11/15/10

11/11/10

Jamaica has Lionfish



Here is a recent story by Erin Burge of Coastal Carolina University:
The spear was homemade by a staff member at the Discovery Bay Marine Lab, Omar Spence. It was a Hawaiian sling style handle (short PVC tube) ziptied to an old piece of rubber tubing. The spear itself was a piece of aluminum conduit. The spear points were 4-5 prongs of heavy gauge stainless steel plugged into the end with a piece of old car tire.
The story for these pictures:
Every year I lead a 2.5 week trip to Discovery Bay, Jamaica, for undergraduates at Coastal Carolina University. While there the students take a coral reef ecology class (http://www.ecologyofcoralreefs.com) and participate in research projects that they devise (with faculty guidance). Our school has been going to Discovery Bay Marine Lab for 25 years, and I have been involved with the program since 2007. In 2007, we didn't see any lionfish on the shallow reefs of the north shore of Jamaica (see the map at the above site). On our local hardbottom dives off of SC and NC lionfish are very abundant at some sites (see my video http://www.youtube.com/watch?v=qngZBYHlznQ). During class in May 2008 we found 1 lionfish on a deep wall dive, west of DBay. In 2009 we encountered lionfish frequently (I saw saw them on 16 or 17 dives of the 40 I did). By 2010 we saw multiple individuals on EVERY dive at EVERY dive site. A partner and I removed many of the fish we encountered, but there were always more at the sites we visited infrequently. I kept fin clips and length data for these fish to send to NOAA. The largest fish we killed was 370 mm (14 1/2 in) and the smallest was 85 mm (3 1/3 in). I have seen much larger fish locally off of SC and NC. I plan to a research project (pending funding) to examine age, growth, and feeding ecology of Jamaica lionfish in May 2011. We'll need money to buy a few more pole spears, some needle-stick gloves and a better microscope. The reefs of this part of Jamaica are severely overfished, and the addition of lionfish is likely to exacerbate this problem. A pair of fish we speared at about 90' on the west forereef at DBay was herding small reef fishes into an overhanging crevice to devour them. Upon dissection they were packed with small fishes. We saved the fish we speared over a couple of weeks and the kitchen staff prepared a meal of escoveitch fish (http://eatjamaican.com/recipes/escoveitchedfish-recipe.html) for us that fed 14 people with leftovers.
Thanks!
Erin Burge

11/10/10

What do Cosumel and Eleuthera have in common?


LIONFISH INVASION. I just recently receive
d lionfish sitings from Cosumel Mexico and Eleuthera Bahamas.

Cosumel: Tim, from Louisiana, was able to kill 17 lionfish at Medio reef before the captain of the dive boat made him stop. From what I understand, the government of Mexico frowns on the killing of lionfish.

John, from North Carolina (up in the hills), was on vacation in the south end of Eleuthera. He was diving a reef at about 45 ft down and noticed hundreds around this one reef head. He caught a lobster, discarded the head, and within minutes he noticed around 60 lionfish hovering around the head. The lionfish had already depleted the juvenile fish around the reef and were ready to devour anything else.

These stories prove to me that the lionfish problem is already out of control. I can not believe we are not taking greater action to eradicate this fish. PLEASE promote the killing and eating of lionfish.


Task objective> Your answer must be every line of the data that contains "plot".

Data records>
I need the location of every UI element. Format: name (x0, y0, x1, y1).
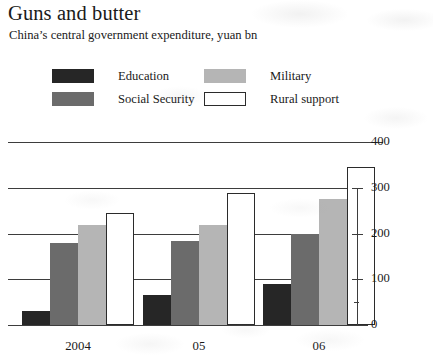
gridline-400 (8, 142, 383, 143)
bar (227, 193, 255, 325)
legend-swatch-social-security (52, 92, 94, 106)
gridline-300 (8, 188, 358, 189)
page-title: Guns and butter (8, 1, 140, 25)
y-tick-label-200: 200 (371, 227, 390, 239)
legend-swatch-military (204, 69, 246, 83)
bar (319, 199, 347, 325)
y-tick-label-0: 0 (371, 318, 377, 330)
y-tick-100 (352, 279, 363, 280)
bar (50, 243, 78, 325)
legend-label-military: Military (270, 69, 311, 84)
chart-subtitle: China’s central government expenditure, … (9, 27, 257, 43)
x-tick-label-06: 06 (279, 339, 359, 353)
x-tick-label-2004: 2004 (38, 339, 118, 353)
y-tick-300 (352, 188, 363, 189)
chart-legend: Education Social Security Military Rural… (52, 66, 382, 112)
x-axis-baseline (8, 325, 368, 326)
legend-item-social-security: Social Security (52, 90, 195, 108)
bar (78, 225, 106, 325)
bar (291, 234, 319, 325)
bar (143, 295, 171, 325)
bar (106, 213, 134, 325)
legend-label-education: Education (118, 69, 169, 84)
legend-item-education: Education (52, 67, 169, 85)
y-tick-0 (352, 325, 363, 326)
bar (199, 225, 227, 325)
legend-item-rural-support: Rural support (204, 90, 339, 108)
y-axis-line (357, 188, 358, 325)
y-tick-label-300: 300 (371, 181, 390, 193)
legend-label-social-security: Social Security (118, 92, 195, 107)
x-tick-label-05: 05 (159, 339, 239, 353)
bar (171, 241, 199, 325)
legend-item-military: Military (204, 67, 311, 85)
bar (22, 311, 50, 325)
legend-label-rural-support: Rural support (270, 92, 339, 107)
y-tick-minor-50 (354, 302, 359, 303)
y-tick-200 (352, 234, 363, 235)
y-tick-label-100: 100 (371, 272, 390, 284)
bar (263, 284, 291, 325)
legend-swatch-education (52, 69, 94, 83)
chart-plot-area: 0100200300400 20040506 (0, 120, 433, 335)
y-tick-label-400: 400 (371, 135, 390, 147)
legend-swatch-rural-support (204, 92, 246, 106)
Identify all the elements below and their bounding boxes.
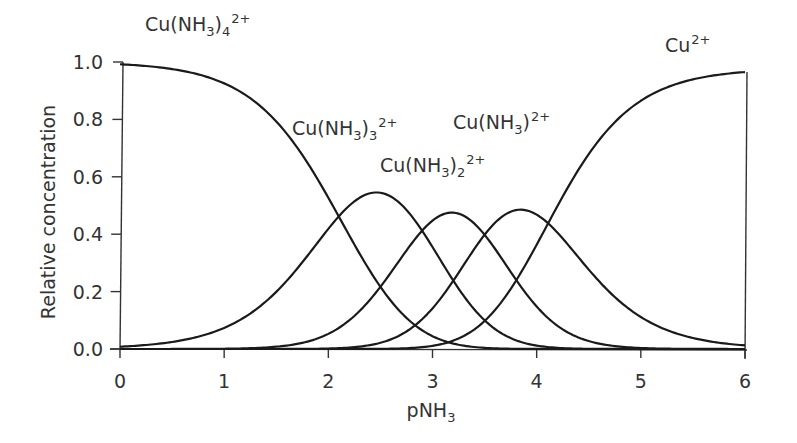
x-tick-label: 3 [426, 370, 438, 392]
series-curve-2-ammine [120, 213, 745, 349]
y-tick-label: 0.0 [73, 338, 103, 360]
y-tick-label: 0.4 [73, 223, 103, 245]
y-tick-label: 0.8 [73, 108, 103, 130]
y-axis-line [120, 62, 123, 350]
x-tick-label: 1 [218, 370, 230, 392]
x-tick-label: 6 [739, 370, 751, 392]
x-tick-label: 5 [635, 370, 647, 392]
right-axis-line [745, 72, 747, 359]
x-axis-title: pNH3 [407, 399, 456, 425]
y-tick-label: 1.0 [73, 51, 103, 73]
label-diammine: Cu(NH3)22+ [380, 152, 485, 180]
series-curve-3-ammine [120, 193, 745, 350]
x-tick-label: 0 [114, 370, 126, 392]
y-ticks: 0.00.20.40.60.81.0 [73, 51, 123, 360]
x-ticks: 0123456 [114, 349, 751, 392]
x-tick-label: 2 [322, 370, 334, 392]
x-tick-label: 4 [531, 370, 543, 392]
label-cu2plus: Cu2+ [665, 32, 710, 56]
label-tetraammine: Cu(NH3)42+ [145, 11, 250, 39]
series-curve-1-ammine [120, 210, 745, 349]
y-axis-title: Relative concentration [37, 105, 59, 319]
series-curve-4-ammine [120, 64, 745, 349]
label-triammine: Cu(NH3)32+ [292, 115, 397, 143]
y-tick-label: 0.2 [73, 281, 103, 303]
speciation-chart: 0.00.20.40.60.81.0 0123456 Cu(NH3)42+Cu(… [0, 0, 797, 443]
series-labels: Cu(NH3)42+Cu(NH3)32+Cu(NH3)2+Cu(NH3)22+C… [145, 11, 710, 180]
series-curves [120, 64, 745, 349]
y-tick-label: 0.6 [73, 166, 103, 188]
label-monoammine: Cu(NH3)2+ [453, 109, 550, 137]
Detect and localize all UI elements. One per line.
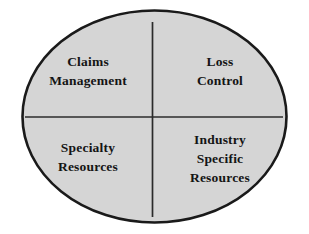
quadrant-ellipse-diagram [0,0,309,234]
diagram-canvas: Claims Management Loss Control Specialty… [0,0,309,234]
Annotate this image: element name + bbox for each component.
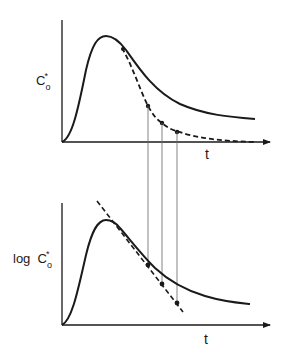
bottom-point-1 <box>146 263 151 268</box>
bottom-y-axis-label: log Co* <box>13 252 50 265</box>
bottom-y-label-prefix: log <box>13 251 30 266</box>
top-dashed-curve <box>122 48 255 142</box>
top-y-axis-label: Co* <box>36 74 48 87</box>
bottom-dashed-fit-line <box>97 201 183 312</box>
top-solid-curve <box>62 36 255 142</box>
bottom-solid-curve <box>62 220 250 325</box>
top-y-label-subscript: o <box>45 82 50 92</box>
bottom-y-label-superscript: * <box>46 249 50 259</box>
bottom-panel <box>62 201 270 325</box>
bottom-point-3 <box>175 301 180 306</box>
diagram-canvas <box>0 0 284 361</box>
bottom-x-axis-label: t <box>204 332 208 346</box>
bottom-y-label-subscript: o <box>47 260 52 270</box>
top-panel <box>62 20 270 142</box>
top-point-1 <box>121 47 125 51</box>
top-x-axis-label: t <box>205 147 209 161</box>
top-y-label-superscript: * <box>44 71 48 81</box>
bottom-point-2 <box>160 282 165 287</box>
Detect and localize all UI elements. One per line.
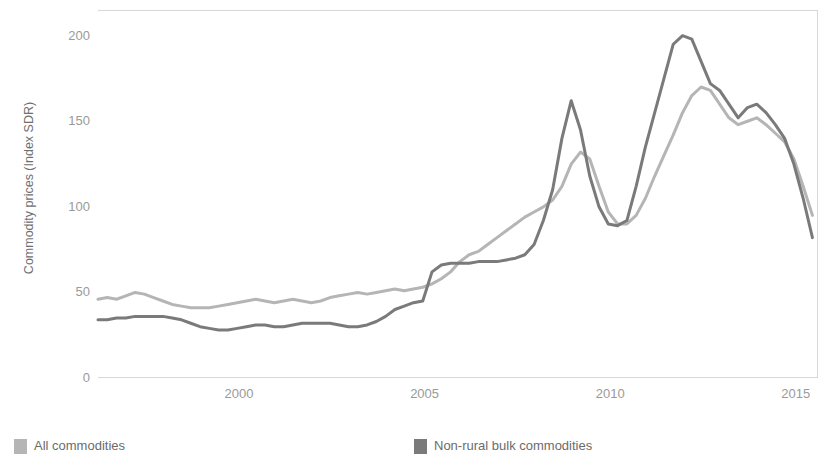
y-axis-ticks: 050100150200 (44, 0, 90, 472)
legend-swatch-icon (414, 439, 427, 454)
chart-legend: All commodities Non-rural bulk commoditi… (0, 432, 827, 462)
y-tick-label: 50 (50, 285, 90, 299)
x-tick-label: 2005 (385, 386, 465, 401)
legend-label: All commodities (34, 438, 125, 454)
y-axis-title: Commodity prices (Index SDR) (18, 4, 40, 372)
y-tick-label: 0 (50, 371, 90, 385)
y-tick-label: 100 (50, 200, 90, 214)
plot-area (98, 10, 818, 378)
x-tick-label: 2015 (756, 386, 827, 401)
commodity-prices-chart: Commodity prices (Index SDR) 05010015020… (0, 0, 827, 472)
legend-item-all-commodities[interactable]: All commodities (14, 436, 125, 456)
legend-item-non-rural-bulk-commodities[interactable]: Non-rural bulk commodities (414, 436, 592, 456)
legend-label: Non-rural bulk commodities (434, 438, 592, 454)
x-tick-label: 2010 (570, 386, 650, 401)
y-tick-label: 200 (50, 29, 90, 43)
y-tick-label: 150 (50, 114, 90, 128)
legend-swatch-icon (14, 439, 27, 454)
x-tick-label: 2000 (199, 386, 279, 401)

Problem solution>
chart-plot-area: 0100200300400 20040506 (0, 120, 433, 335)
plot-area (98, 10, 818, 378)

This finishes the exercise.